Cognition and Decision Seminar Series

The Cognition and Decision Seminar Series brings together scholars from economics, psychology, neuroscience and other fields who are united by an interest in the cognitive mechanisms involved in decision making and related behavior, and the ways in which a better understanding of these mechanisms can lead to more accurate models of human behavior and more effective public policies. Research presented in the seminars employs a variety of methods, including but not limited to physiological measurement of nervous systems, observation of decision making in laboratory settings, computational modeling of decision processes, and normative analyses of optimal decisions subject to information constraints or limits on the complexity of processing.

The seminar meets from 4:00-5:30 PM, generally on Mondays in the Greene Science Center, (directions). Registration is required, in order to allow entry to the building.

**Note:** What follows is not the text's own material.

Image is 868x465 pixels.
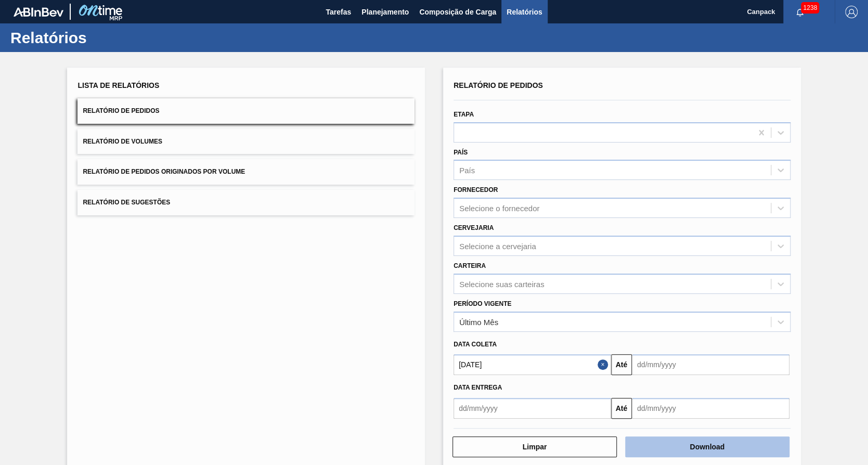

The seminar organizers are Mark Dean, Kyo IIgaya ,Eric Johnson, Michael Shadlen, Daniel Wolpert, and Michael Woodford. The Cognition and Decision Seminar Series is jointly sponsored by the Cognitive and Behavioral Economics Initiative of the Department of Economics, and the Center for Decision Sciences of Columbia Business School.

Upcoming Events
There are no upcoming events at this time.
Past Events

Anne Collins (Department of Psychology, UC Berkeley)

Monday, April 17, 2023, 4:00 pm - 5:30 pm

Click Here to Register for this Event *Please note, registration is required in order to allow entry to the building.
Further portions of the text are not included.